The state could start out like $|0\rangle\otimes|0\rangle=|00\rangle.$ And then each has a spin state, namely $|0\rangle.$ But later they can be in a state like $$\alpha|00\rangle+\beta|01\rangle+\gamma|10\rangle+\delta|11\rangle.$$

And now the individual qubits don't have their own states, so writing a single particle state is an error. And the c-not gate flips the second bit only if the first bit (the control bit) is one. So it turns $$\alpha|00\rangle+\beta|01\rangle+\gamma|10\rangle+\delta|11\rangle$$

into

$$\alpha|00\rangle+\beta|01\rangle+\delta|10\rangle+\gamma|11\rangle.$$

In your case you need to write the full two particle spin state and perform every interaction on the two particle joint spin state, and stop stop stop thinking that individual single particles have their own states.

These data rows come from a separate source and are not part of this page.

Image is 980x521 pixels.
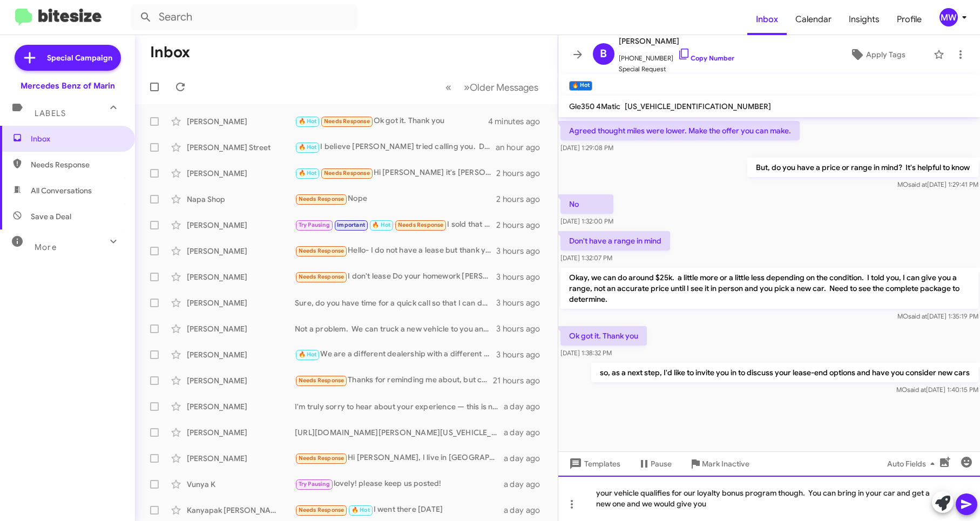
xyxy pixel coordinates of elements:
span: Needs Response [299,195,345,202]
div: [PERSON_NAME] [187,323,295,334]
div: Napa Shop [187,194,295,204]
a: Special Campaign [14,45,121,71]
button: Apply Tags [826,45,928,64]
div: 3 hours ago [496,323,548,334]
button: Previous [439,76,458,98]
span: Needs Response [31,159,123,170]
div: Vunya K [187,479,295,489]
span: Templates [567,454,620,473]
div: [PERSON_NAME] [187,401,295,412]
p: so, as a next step, I'd like to invite you in to discuss your lease-end options and have you cons... [591,363,977,382]
div: I'm truly sorry to hear about your experience — this is not the level of service we strive to pro... [295,401,504,412]
a: Inbox [747,4,787,35]
span: Mark Inactive [702,454,749,473]
div: Hello- I do not have a lease but thank you for the information [295,245,496,257]
div: [PERSON_NAME] Street [187,142,295,152]
div: Mercedes Benz of Marin [21,80,115,91]
span: Needs Response [324,117,370,125]
span: 🔥 Hot [299,117,317,125]
div: I don't lease Do your homework [PERSON_NAME] [295,271,496,283]
span: said at [906,385,925,393]
span: MO [DATE] 1:29:41 PM [896,180,977,188]
span: « [445,80,451,94]
span: [DATE] 1:32:07 PM [560,254,612,261]
span: Auto Fields [887,454,938,473]
div: [PERSON_NAME] [187,375,295,386]
span: Special Request [619,64,734,75]
span: Older Messages [470,82,538,93]
div: a day ago [504,453,549,463]
span: Gle350 4Matic [569,101,620,111]
span: Important [337,221,365,228]
div: lovely! please keep us posted! [295,478,504,490]
div: [PERSON_NAME] [187,453,295,463]
div: a day ago [504,479,549,489]
span: [PHONE_NUMBER] [619,47,734,64]
span: B [600,45,607,62]
a: Insights [840,4,888,35]
span: Needs Response [398,221,444,228]
span: 🔥 Hot [299,143,317,151]
div: Not a problem. We can truck a new vehicle to you and pick up your old one. Your lease is expiring... [295,323,496,334]
span: Needs Response [299,377,345,383]
nav: Page navigation example [439,76,545,98]
div: an hour ago [496,142,548,152]
span: » [463,80,470,94]
div: [PERSON_NAME] [187,245,295,256]
span: MO [DATE] 1:35:19 PM [896,312,977,320]
div: Thanks for reminding me about, but currently I do have family emergency and a lot going on, don't... [295,374,493,387]
a: Copy Number [678,54,734,62]
input: Search [130,5,358,30]
span: [US_VEHICLE_IDENTIFICATION_NUMBER] [624,101,771,111]
div: I went there [DATE] [295,503,504,516]
span: [DATE] 1:32:00 PM [560,217,613,225]
div: a day ago [504,427,549,438]
div: 4 minutes ago [488,116,549,127]
div: MW [939,8,957,27]
div: [PERSON_NAME] [187,349,295,360]
div: Nope [295,193,496,205]
span: [PERSON_NAME] [619,34,734,47]
span: 🔥 Hot [299,169,317,176]
p: But, do you have a price or range in mind? It's helpful to know [746,158,977,177]
div: [PERSON_NAME] [187,297,295,308]
div: 2 hours ago [496,194,548,204]
p: Agreed thought miles were lower. Make the offer you can make. [560,121,800,140]
button: MW [930,8,968,27]
div: 3 hours ago [496,349,548,360]
div: a day ago [504,505,549,515]
button: Mark Inactive [680,454,758,473]
span: said at [907,180,926,188]
div: a day ago [504,401,549,412]
p: No [560,194,613,213]
span: Try Pausing [299,221,330,228]
div: [PERSON_NAME] [187,168,295,178]
div: Hi [PERSON_NAME], I live in [GEOGRAPHIC_DATA] and I have leased EQS in the past. I was interested... [295,452,504,464]
button: Next [457,76,545,98]
div: 3 hours ago [496,271,548,282]
div: [PERSON_NAME] [187,427,295,438]
div: [PERSON_NAME] [187,116,295,127]
button: Pause [629,454,680,473]
span: [DATE] 1:29:08 PM [560,143,613,152]
div: [URL][DOMAIN_NAME][PERSON_NAME][US_VEHICLE_IDENTIFICATION_NUMBER] [295,427,504,438]
span: Labels [34,108,66,118]
span: Save a Deal [31,211,71,222]
span: said at [907,312,926,320]
p: Don't have a range in mind [560,231,670,250]
span: More [34,242,56,252]
div: 3 hours ago [496,245,548,256]
div: I sold that vehicle many years ago. I am in a 2025 GLE AMG 53 now. Thank you [295,219,496,231]
div: [PERSON_NAME] [187,271,295,282]
div: Kanyapak [PERSON_NAME] [187,505,295,515]
button: Auto Fields [878,454,948,473]
span: Needs Response [299,247,345,254]
p: Ok got it. Thank you [560,326,646,345]
h1: Inbox [150,43,190,61]
div: Ok got it. Thank you [295,115,488,127]
span: 🔥 Hot [372,221,390,228]
div: Hi [PERSON_NAME] it's [PERSON_NAME], at Mercedes Benz of Marin. Good news - Our records show that... [295,167,496,179]
span: Special Campaign [47,53,112,63]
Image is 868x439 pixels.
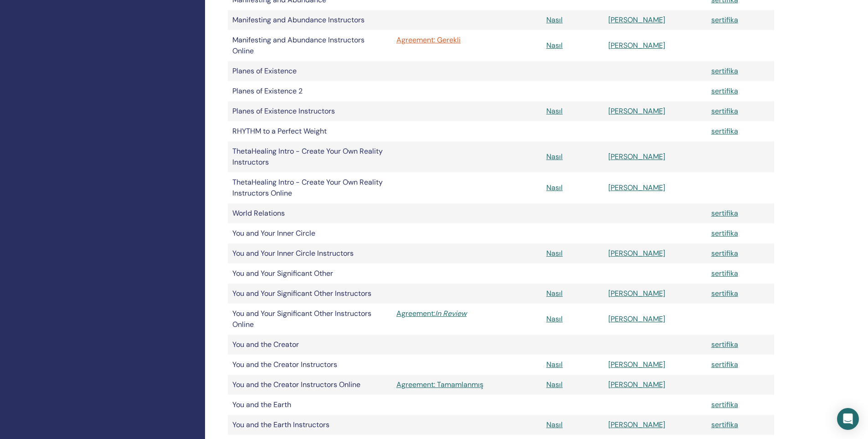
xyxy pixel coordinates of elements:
[711,15,738,24] a: sertifika
[711,400,738,409] a: sertifika
[228,173,392,203] td: ThetaHealing Intro - Create Your Own Reality Instructors Online
[608,314,665,324] a: [PERSON_NAME]
[228,335,392,355] td: You and the Creator
[608,15,665,24] a: [PERSON_NAME]
[711,289,738,298] a: sertifika
[228,81,392,101] td: Planes of Existence 2
[228,141,392,173] td: ThetaHealing Intro - Create Your Own Reality Instructors
[546,183,563,193] a: Nasıl
[546,360,563,370] a: Nasıl
[228,304,392,335] td: You and Your Significant Other Instructors Online
[228,61,392,81] td: Planes of Existence
[608,106,665,116] a: [PERSON_NAME]
[228,224,392,244] td: You and Your Inner Circle
[228,395,392,415] td: You and the Earth
[711,269,738,278] a: sertifika
[397,379,537,390] a: Agreement: Tamamlanmış
[608,152,665,161] a: [PERSON_NAME]
[546,152,563,161] a: Nasıl
[608,249,665,258] a: [PERSON_NAME]
[228,415,392,435] td: You and the Earth Instructors
[546,249,563,258] a: Nasıl
[228,122,392,141] td: RHYTHM to a Perfect Weight
[546,106,563,116] a: Nasıl
[608,360,665,370] a: [PERSON_NAME]
[837,408,859,430] div: Open Intercom Messenger
[546,420,563,430] a: Nasıl
[228,284,392,304] td: You and Your Significant Other Instructors
[228,10,392,30] td: Manifesting and Abundance Instructors
[228,264,392,284] td: You and Your Significant Other
[711,249,738,258] a: sertifika
[711,86,738,96] a: sertifika
[711,126,738,136] a: sertifika
[546,289,563,298] a: Nasıl
[608,183,665,193] a: [PERSON_NAME]
[711,360,738,370] a: sertifika
[228,203,392,224] td: World Relations
[397,308,537,319] a: Agreement:In Review
[546,314,563,324] a: Nasıl
[608,40,665,50] a: [PERSON_NAME]
[546,40,563,50] a: Nasıl
[608,420,665,430] a: [PERSON_NAME]
[608,289,665,298] a: [PERSON_NAME]
[228,375,392,395] td: You and the Creator Instructors Online
[435,309,466,319] i: In Review
[228,244,392,264] td: You and Your Inner Circle Instructors
[711,208,738,218] a: sertifika
[397,35,537,45] a: Agreement: Gerekli
[711,340,738,349] a: sertifika
[711,420,738,430] a: sertifika
[546,15,563,24] a: Nasıl
[228,101,392,122] td: Planes of Existence Instructors
[608,380,665,390] a: [PERSON_NAME]
[228,355,392,375] td: You and the Creator Instructors
[228,30,392,61] td: Manifesting and Abundance Instructors Online
[711,228,738,238] a: sertifika
[711,106,738,116] a: sertifika
[546,380,563,390] a: Nasıl
[711,66,738,76] a: sertifika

Oh, and don't say things like

However, this only ensures that upon measurement, although each one of them has an equal probability of appearing either in the $|1\rangle$ state or in the $|0\rangle$ state, if one of them emerges to be $|0\rangle$, the other will emerge to $|1\rangle$ state.

There are many reasons not to talk like that. Firstly, there is more to a state than how it interacts with a single kind of measurement. It's not like someone just assigned values of up and down in some basis with some probability and some correlation, that would be a classical computer and would defeat the purpose of everything. Secondly you are ignoring the entire fact of a phase difference between the outcomes. One way to get both outcomes equally likely in that basis and to have them always be opposite in that basis is to have a state like

$$0|00\rangle+\beta|01\rangle+\gamma|10\rangle+0|11\rangle,$$

where $|\beta|=|\gamma|.$ And note there are continuum many such states and you aren't saying which one you have. And while they might all behave the same under this measurement, they behave differently under other measurements.

Finally. Don't confuse a NOT gate and a c-NOT gate. Don't confuse it yourself and don't confuse others by using the wrong word sometimes.